The key design point: the DLP layer lives between document retrieval and the tool's return value. The raw text is read into a local variable and never leaves the function — only the redacted result or a block message is returned.

Project layout

mcp-dlp/
├── server.py            # MCP server: read_document tool, policy, audit logging
├── scanner.py           # detection rules (RULES), redaction, labels
├── test_scanner.py      # 24 unit tests (pytest)
├── mock_drive/          # sample documents (the mock connector's "files")
│   ├── customer-contract.txt
│   ├── engineering-notes.txt
│   └── support-ticket.txt
├── logs/
│   └── audit_log.jsonl  # append-only audit trail (auto-created)
└── pyproject.toml

Setup

Requires Python 3.10+, uv, and Node.js (the MCP Inspector runs via npx).

# from the project root
uv add "mcp[cli]>=1.27,<2"   # pinned below v2 for stability
uv add --dev pytest

The mcp SDK is pinned to <2 deliberately: a breaking v2 is scheduled and the prior spec revision (2025-11-25) is the stable target for this prototype.

Demo (under 5 minutes)

Start the server, which launches the MCP Inspector and prints a URL with a session token pre-filled:

uv run mcp dev server.py

Open that URL, go to the Tools tab, and select read_document.
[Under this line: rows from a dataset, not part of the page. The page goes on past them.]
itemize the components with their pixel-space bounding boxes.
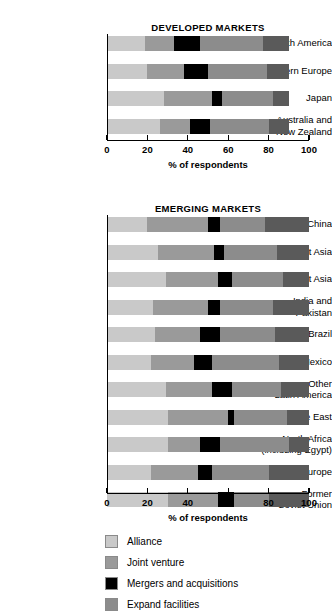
bar-segment-alliance xyxy=(107,36,145,51)
bar-segment-other xyxy=(269,119,289,134)
bar-segment-expand-facilities xyxy=(222,91,273,106)
legend-label: Expand facilities xyxy=(127,599,199,610)
bar-segment-alliance xyxy=(107,355,151,370)
bar-segment-joint-venture xyxy=(147,217,208,232)
stacked-bar xyxy=(107,36,309,51)
x-axis-title: % of respondents xyxy=(107,512,309,523)
bar-segment-alliance xyxy=(107,245,158,260)
legend-swatch-icon xyxy=(105,598,118,611)
stacked-bar xyxy=(107,119,309,134)
bar-segment-mergers-and-acquisitions xyxy=(214,245,224,260)
stacked-bar xyxy=(107,465,309,480)
bar-segment-expand-facilities xyxy=(212,355,279,370)
chart-title: DEVELOPED MARKETS xyxy=(107,22,309,33)
stacked-bar xyxy=(107,64,309,79)
bar-segment-alliance xyxy=(107,327,155,342)
bar-segment-other xyxy=(279,355,309,370)
x-axis-title: % of respondents xyxy=(107,159,309,170)
bar-segment-expand-facilities xyxy=(220,300,273,315)
legend-swatch-icon xyxy=(105,535,118,548)
bar-segment-expand-facilities xyxy=(200,36,263,51)
stacked-bar xyxy=(107,355,309,370)
x-axis-tick xyxy=(268,488,269,493)
legend-item: Expand facilities xyxy=(105,596,199,612)
x-axis-tick-label: 0 xyxy=(92,144,122,155)
bar-segment-other xyxy=(265,217,309,232)
bar-segment-mergers-and-acquisitions xyxy=(208,217,220,232)
stacked-bar xyxy=(107,327,309,342)
bar-segment-expand-facilities xyxy=(220,327,275,342)
bar-segment-mergers-and-acquisitions xyxy=(200,327,220,342)
x-axis-tick-label: 100 xyxy=(294,497,324,508)
bar-segment-mergers-and-acquisitions xyxy=(190,119,210,134)
legend-item: Alliance xyxy=(105,533,162,549)
bar-segment-other xyxy=(283,272,309,287)
legend-label: Mergers and acquisitions xyxy=(127,578,238,589)
bar-segment-expand-facilities xyxy=(232,272,283,287)
bar-segment-joint-venture xyxy=(168,410,229,425)
bar-segment-joint-venture xyxy=(145,36,173,51)
y-axis-line xyxy=(107,215,108,494)
bar-segment-other xyxy=(269,465,309,480)
bar-segment-alliance xyxy=(107,382,166,397)
bar-segment-joint-venture xyxy=(153,300,208,315)
bar-segment-joint-venture xyxy=(151,355,193,370)
bar-segment-expand-facilities xyxy=(220,437,289,452)
legend-label: Alliance xyxy=(127,536,162,547)
x-axis-tick-label: 100 xyxy=(294,144,324,155)
bar-segment-expand-facilities xyxy=(208,64,267,79)
x-axis-tick xyxy=(228,135,229,140)
bar-segment-expand-facilities xyxy=(210,119,269,134)
x-axis-tick-label: 60 xyxy=(213,144,243,155)
x-axis-tick-label: 20 xyxy=(132,497,162,508)
bar-segment-mergers-and-acquisitions xyxy=(208,300,220,315)
bar-segment-joint-venture xyxy=(166,272,219,287)
bar-segment-alliance xyxy=(107,64,147,79)
bar-segment-alliance xyxy=(107,217,147,232)
x-axis-tick xyxy=(106,135,107,140)
stacked-bar xyxy=(107,245,309,260)
x-axis-tick xyxy=(308,135,309,140)
bar-segment-joint-venture xyxy=(147,64,183,79)
bar-segment-joint-venture xyxy=(164,91,212,106)
bar-segment-mergers-and-acquisitions xyxy=(212,91,222,106)
chart-title: EMERGING MARKETS xyxy=(107,203,309,214)
bar-segment-other xyxy=(275,327,309,342)
x-axis-tick xyxy=(187,488,188,493)
bar-segment-joint-venture xyxy=(166,382,212,397)
bar-segment-expand-facilities xyxy=(234,410,287,425)
stacked-bar xyxy=(107,437,309,452)
bar-segment-other xyxy=(273,300,309,315)
bar-segment-alliance xyxy=(107,410,168,425)
bar-segment-alliance xyxy=(107,272,166,287)
legend-label: Joint venture xyxy=(127,557,184,568)
y-axis-line xyxy=(107,34,108,141)
bar-segment-alliance xyxy=(107,437,168,452)
bar-segment-expand-facilities xyxy=(224,245,277,260)
stacked-bar xyxy=(107,217,309,232)
bar-segment-other xyxy=(289,437,309,452)
bar-segment-mergers-and-acquisitions xyxy=(184,64,208,79)
stacked-bar xyxy=(107,382,309,397)
x-axis-line xyxy=(107,140,309,141)
bar-segment-mergers-and-acquisitions xyxy=(212,382,232,397)
bar-segment-other xyxy=(281,382,309,397)
x-axis-tick-label: 40 xyxy=(173,144,203,155)
bar-segment-mergers-and-acquisitions xyxy=(194,355,212,370)
x-axis-tick xyxy=(308,488,309,493)
stacked-bar xyxy=(107,272,309,287)
x-axis-line xyxy=(107,493,309,494)
bar-segment-other xyxy=(263,36,289,51)
x-axis-tick-label: 80 xyxy=(254,144,284,155)
x-axis-tick-label: 20 xyxy=(132,144,162,155)
x-axis-tick xyxy=(187,135,188,140)
x-axis-tick-label: 40 xyxy=(173,497,203,508)
bar-segment-alliance xyxy=(107,465,151,480)
bar-segment-joint-venture xyxy=(168,437,200,452)
stacked-bar xyxy=(107,410,309,425)
bar-segment-joint-venture xyxy=(151,465,197,480)
x-axis-tick xyxy=(268,135,269,140)
x-axis-tick-label: 60 xyxy=(213,497,243,508)
stacked-bar xyxy=(107,91,309,106)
The demo walks through three documents that exercise all three policy outcomes:

1. A user asks to read a document with sensitive data. Call read_document with customer-contract.txt. The source file contains a name, email, phone, SSN, and credit card.

2. The DLP layer detects and redacts. The response keeps the customer name but replaces the email, phone, SSN, and card with labels:

Customer: John Smith
Email: [REDACTED_EMAIL]
Phone: [REDACTED_PHONE]
SSN: [REDACTED_SSN]
Card on file: [REDACTED_CREDIT_CARD]

The raw values never leave the server.

3. Credentials are blocked entirely. Call read_document with engineering-notes.txt. Because it contains live credentials, the document is withheld:

[BLOCKED] 'engineering-notes.txt' contains high-risk credentials
(API_KEY, AWS_ACCESS_KEY, BEARER_TOKEN) and was withheld by DLP policy.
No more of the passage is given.